We need to stop thinking of machines as rivals, says Ben Jones, Google’s global creative director. Instead, we should see them as an opportunity to take our creativity to the next level.
With each technological leap forward, there is a parallel rise in fear that humanity will somehow be displaced — by Karel Capek’s original Android, by 2001’s HAL, or even by the Terminator.
As advertisers in the age of machine learning and artificial intelligence, it’s easy to think of ourselves in an epic face-off with these machines. But I believe we do ourselves and our work a disservice with this “human vs. machine” mentality. There’s much more to be gained by embracing machine learning as an accelerant for our creative powers.
To explore these opportunities, it’s important to understand what machines do well. First, they’re able to identify patterns that can reveal insights and shape our sense of creative possibilities. Second, they can automate tasks we already do at intense speed and scale, saving time and improving outcomes. Finally, they can bring together sets of data in ways that open up entirely new kinds of creative expression.
And while each of these strengths can help accelerate our creative capabilities, they also help expose what machines can’t do well — and why humans continue to wield a significant amount of creative power.
Pattern recognition at scale can reveal new insights
Machines can churn through millions of videos and correlate creative elements with effectiveness outcomes. That lets us answer questions like, “will the use of this font or color improve creative effectiveness?” This is how we learned, for example, that lens flare’s effectiveness peaked in 2013 and that you might therefore be better off avoiding this stylistic technique.
This kind of analysis is not expert; it’s a massive application of something called basic element identification. That’s why Ben Evans compares the power of machine learning to having “infinite interns” — immense but nonexpert capacity. For that reason, we certainly shouldn’t see it as a quick and easy solution for creating great ads.
While machines can surface patterns, human intelligence is required to sort and apply them.
For example, imagine you analyzed hundreds of YouTube ads and identified a factor that was highly correlated to effectiveness, like top-performing ads were set in living rooms. Would you set all your ads in living rooms? Or edit your existing footage to include more living room shots? Clearly neither of these would automatically improve performance. While machines can surface patterns, human intelligence is required to sort and apply them.
Improving outcomes with automated marketing intelligence
Automation can also simplify parts of the creative development process, bringing new speed and efficiencies. An example of this is a situation where you might want to explore hundreds of different copy lines across many different audiences to find the best combinations. Rather than spending months listening to bored focus groups debate two or three variations over a plate of stale donuts, machine-learning–driven tools can use existing data, audience signals, and a library of assets to reveal the best combination.
The building blocks of this process are already in place. Between robust audience signals and tools like YouTube’s Director Mix — which can take basic video assets and create thousands of versions tailored to different target audiences — brands are taking advantage and driving impact. Recently, Caesars Entertainment used the tool to quickly create and serve more than 150 different variations of contextually relevant ads to improve brand perception.
Enabling new types of creative expression
If these opportunities are starting to sound exciting, think how much more potential we can unlock by teaching machines to answer more complex questions, like what kinds of stories to tell in the first place and how to tell them.
For example, imagine if machines could tell us what narrative structure is most effective for achieving a certain goal? What if they could tell us how fast certain creative trends are changing, so we could easily understand what’s simply a fad and what is an enduring best practice? And imagine a world in which machines could reveal the “unknown unknowns” — the questions we don’t even know to ask. The possibilities are endless and thrilling.
Where humans will always have the edge
Machines — our infinite interns — clearly come with their own unique potential to help. They also have limitations.
Machine learning does well with low-level processing tasks, which we as advertisers can use to improve our work and save time. But it’s important to recognize that this is still a partnership: the machine is optimizing from a set of variations. It is not conceiving of a campaign platform and writing an ad from scratch.
A great example of this is Mondelez chocolate brand Lacta’s Valentine’s Day campaign this year, which sought to drive interest in its product and an upcoming branded film, “The Taste of Love.” Using contextually targeted TrueView ads, Lacta invited users to submit photos representing love through a campaign microsite. It then used machine learning to analyze and organize the photos around common representations of love, such as “kiss,” “smile,” and (of course) “dog” and “cat.” Users could explore these love-related concepts by visiting an interactive experience online.
Machines are partners that can help us accelerate our creativity and explore its possibilities more deeply than ever before.
Lacta’s approach successfully drove interest in the brand and proved an important point: while machines can analyze, organize, and facilitate a new campaign approach, they can’t conceive of the campaign or provide the insights and emotive elements that people connect with. Only humans can do that.
So as technology continues to advance, keep your dystopian fears in check. Instead, embrace the idea that machines are partners that can help us accelerate our creativity and explore its possibilities more deeply than ever before.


| How to complete this task |
Copy the data that follows, character for character, minus the pictures.

| Provided data |
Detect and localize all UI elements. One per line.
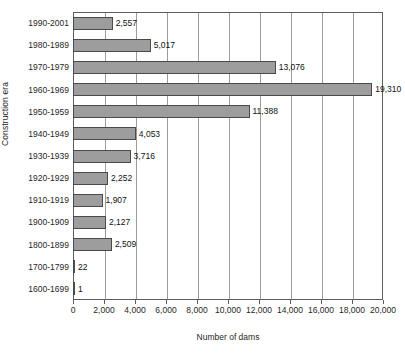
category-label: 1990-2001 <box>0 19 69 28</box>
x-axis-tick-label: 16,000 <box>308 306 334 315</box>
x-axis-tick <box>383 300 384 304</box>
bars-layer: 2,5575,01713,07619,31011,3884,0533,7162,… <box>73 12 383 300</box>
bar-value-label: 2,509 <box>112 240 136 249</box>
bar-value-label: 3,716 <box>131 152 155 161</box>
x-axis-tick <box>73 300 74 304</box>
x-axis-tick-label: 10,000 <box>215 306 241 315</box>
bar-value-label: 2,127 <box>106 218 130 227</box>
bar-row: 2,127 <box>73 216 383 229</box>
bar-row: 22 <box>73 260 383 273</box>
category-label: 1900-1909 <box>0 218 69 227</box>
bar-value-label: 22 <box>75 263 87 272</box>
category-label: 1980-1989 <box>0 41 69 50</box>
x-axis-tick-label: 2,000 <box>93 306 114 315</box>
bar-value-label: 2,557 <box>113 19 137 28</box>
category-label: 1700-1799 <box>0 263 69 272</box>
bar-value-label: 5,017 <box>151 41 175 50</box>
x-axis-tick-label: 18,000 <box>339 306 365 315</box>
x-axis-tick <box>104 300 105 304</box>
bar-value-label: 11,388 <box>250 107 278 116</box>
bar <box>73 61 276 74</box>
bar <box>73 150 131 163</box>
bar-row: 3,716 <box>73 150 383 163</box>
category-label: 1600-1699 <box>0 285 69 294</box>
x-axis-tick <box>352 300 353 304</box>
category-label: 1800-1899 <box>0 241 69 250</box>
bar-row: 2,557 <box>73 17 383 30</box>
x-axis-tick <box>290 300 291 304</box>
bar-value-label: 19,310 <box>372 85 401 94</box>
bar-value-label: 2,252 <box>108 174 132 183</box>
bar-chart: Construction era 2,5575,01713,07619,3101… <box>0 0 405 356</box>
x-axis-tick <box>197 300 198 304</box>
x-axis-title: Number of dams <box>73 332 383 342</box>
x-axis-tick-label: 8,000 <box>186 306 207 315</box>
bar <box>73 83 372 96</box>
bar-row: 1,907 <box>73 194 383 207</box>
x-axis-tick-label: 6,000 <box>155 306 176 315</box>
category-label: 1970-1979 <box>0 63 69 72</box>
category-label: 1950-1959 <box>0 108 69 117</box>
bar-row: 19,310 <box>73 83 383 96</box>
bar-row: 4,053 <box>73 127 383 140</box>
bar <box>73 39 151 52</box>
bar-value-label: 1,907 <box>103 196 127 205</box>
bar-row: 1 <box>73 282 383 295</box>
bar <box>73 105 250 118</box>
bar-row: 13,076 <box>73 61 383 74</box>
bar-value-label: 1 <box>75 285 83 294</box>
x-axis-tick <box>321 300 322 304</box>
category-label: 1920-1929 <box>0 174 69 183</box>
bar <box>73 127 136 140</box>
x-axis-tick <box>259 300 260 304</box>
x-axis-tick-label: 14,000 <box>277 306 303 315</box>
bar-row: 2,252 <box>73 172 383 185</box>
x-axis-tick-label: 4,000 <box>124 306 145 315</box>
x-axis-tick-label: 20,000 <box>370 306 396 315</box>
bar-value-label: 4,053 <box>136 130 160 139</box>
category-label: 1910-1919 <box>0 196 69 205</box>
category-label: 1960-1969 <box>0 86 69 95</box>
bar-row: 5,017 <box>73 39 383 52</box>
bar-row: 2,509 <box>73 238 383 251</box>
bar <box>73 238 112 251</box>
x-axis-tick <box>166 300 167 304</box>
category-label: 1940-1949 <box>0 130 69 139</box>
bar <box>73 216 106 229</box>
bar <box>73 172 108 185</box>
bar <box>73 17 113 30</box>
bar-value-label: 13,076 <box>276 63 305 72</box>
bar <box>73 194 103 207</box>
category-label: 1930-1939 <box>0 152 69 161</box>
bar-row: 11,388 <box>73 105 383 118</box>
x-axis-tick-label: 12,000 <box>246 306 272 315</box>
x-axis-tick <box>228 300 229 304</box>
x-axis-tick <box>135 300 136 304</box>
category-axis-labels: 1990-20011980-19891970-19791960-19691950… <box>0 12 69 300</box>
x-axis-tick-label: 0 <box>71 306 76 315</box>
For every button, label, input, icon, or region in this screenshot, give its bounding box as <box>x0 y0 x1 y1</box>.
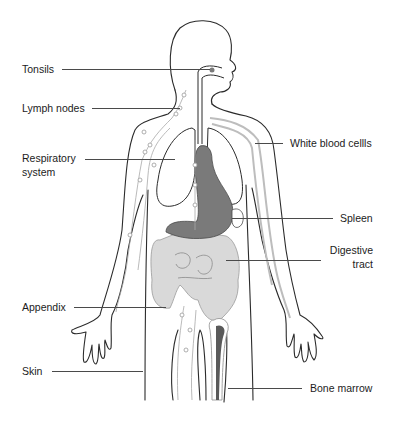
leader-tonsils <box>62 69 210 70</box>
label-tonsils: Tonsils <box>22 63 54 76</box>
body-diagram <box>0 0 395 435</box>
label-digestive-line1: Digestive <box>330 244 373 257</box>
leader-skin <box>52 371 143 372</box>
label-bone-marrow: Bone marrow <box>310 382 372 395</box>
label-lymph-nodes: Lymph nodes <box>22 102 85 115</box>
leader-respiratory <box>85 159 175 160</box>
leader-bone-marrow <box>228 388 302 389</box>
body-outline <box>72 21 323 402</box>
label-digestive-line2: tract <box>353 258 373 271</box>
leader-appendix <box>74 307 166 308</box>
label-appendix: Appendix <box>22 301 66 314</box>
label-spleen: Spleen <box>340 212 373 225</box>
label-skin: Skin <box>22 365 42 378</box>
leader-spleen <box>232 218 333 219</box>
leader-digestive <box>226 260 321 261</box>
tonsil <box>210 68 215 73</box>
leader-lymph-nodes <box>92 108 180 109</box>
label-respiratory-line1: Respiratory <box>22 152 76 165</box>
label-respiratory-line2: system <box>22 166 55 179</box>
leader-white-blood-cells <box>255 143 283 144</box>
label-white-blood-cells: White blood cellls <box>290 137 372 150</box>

| Answer to this problem |
Detect and localize all UI elements. One per line.
category-label: 1990-2001 <box>0 19 69 28</box>
x-axis-tick-label: 16,000 <box>308 306 334 315</box>
x-axis-tick <box>383 300 384 304</box>
bars-layer: 2,5575,01713,07619,31011,3884,0533,7162,… <box>73 12 383 300</box>
bar-value-label: 2,509 <box>112 240 136 249</box>
bar-value-label: 3,716 <box>131 152 155 161</box>
x-axis-tick <box>73 300 74 304</box>
x-axis-tick-label: 10,000 <box>215 306 241 315</box>
bar-value-label: 2,127 <box>106 218 130 227</box>
bar-row: 2,127 <box>73 216 383 229</box>
bar-row: 22 <box>73 260 383 273</box>
category-label: 1900-1909 <box>0 218 69 227</box>
bar-value-label: 22 <box>75 263 87 272</box>
category-label: 1980-1989 <box>0 41 69 50</box>
x-axis-tick-label: 2,000 <box>93 306 114 315</box>
bar-value-label: 2,557 <box>113 19 137 28</box>
category-label: 1700-1799 <box>0 263 69 272</box>
bar-value-label: 5,017 <box>151 41 175 50</box>
x-axis-tick-label: 18,000 <box>339 306 365 315</box>
x-axis-tick <box>104 300 105 304</box>
bar-value-label: 11,388 <box>250 107 278 116</box>
bar <box>73 61 276 74</box>
bar <box>73 150 131 163</box>
bar-row: 3,716 <box>73 150 383 163</box>
category-label: 1600-1699 <box>0 285 69 294</box>
x-axis-tick <box>352 300 353 304</box>
category-label: 1800-1899 <box>0 241 69 250</box>
bar-row: 2,557 <box>73 17 383 30</box>
x-axis-tick <box>290 300 291 304</box>
bar-value-label: 19,310 <box>372 85 401 94</box>
bar-value-label: 2,252 <box>108 174 132 183</box>
bar-chart: Construction era 2,5575,01713,07619,3101… <box>0 0 405 356</box>
x-axis-tick <box>197 300 198 304</box>
x-axis-title: Number of dams <box>73 332 383 342</box>
x-axis-tick-label: 8,000 <box>186 306 207 315</box>
bar <box>73 83 372 96</box>
bar-row: 1,907 <box>73 194 383 207</box>
x-axis-tick-label: 6,000 <box>155 306 176 315</box>
category-label: 1970-1979 <box>0 63 69 72</box>
category-label: 1950-1959 <box>0 108 69 117</box>
bar-row: 19,310 <box>73 83 383 96</box>
bar-row: 4,053 <box>73 127 383 140</box>
bar <box>73 39 151 52</box>
bar-value-label: 1,907 <box>103 196 127 205</box>
bar-row: 1 <box>73 282 383 295</box>
bar <box>73 105 250 118</box>
bar-row: 13,076 <box>73 61 383 74</box>
bar-value-label: 1 <box>75 285 83 294</box>
x-axis-tick <box>321 300 322 304</box>
category-label: 1920-1929 <box>0 174 69 183</box>
bar <box>73 127 136 140</box>
x-axis-tick <box>259 300 260 304</box>
x-axis-tick-label: 14,000 <box>277 306 303 315</box>
bar-row: 2,252 <box>73 172 383 185</box>
x-axis-tick-label: 4,000 <box>124 306 145 315</box>
x-axis-tick-label: 20,000 <box>370 306 396 315</box>
bar-value-label: 4,053 <box>136 130 160 139</box>
category-label: 1910-1919 <box>0 196 69 205</box>
category-label: 1960-1969 <box>0 86 69 95</box>
bar-row: 5,017 <box>73 39 383 52</box>
bar-row: 2,509 <box>73 238 383 251</box>
bar <box>73 238 112 251</box>
x-axis-tick <box>166 300 167 304</box>
category-label: 1940-1949 <box>0 130 69 139</box>
bar <box>73 216 106 229</box>
bar <box>73 172 108 185</box>
bar <box>73 17 113 30</box>
bar-value-label: 13,076 <box>276 63 305 72</box>
bar <box>73 194 103 207</box>
category-label: 1930-1939 <box>0 152 69 161</box>
bar-row: 11,388 <box>73 105 383 118</box>
x-axis-tick-label: 12,000 <box>246 306 272 315</box>
x-axis-tick <box>228 300 229 304</box>
x-axis-tick <box>135 300 136 304</box>
category-axis-labels: 1990-20011980-19891970-19791960-19691950… <box>0 12 69 300</box>
x-axis-tick-label: 0 <box>71 306 76 315</box>
For every button, label, input, icon, or region in this screenshot, give its bounding box as <box>x0 y0 x1 y1</box>.
leader-tonsils <box>62 69 210 70</box>
label-tonsils: Tonsils <box>22 63 54 76</box>
body-diagram <box>0 0 395 435</box>
label-digestive-line1: Digestive <box>330 244 373 257</box>
leader-skin <box>52 371 143 372</box>
label-bone-marrow: Bone marrow <box>310 382 372 395</box>
label-lymph-nodes: Lymph nodes <box>22 102 85 115</box>
leader-respiratory <box>85 159 175 160</box>
leader-bone-marrow <box>228 388 302 389</box>
body-outline <box>72 21 323 402</box>
label-digestive-line2: tract <box>353 258 373 271</box>
leader-appendix <box>74 307 166 308</box>
label-appendix: Appendix <box>22 301 66 314</box>
label-spleen: Spleen <box>340 212 373 225</box>
label-skin: Skin <box>22 365 42 378</box>
leader-spleen <box>232 218 333 219</box>
leader-digestive <box>226 260 321 261</box>
tonsil <box>210 68 215 73</box>
leader-lymph-nodes <box>92 108 180 109</box>
label-respiratory-line1: Respiratory <box>22 152 76 165</box>
label-respiratory-line2: system <box>22 166 55 179</box>
leader-white-blood-cells <box>255 143 283 144</box>
label-white-blood-cells: White blood cellls <box>290 137 372 150</box>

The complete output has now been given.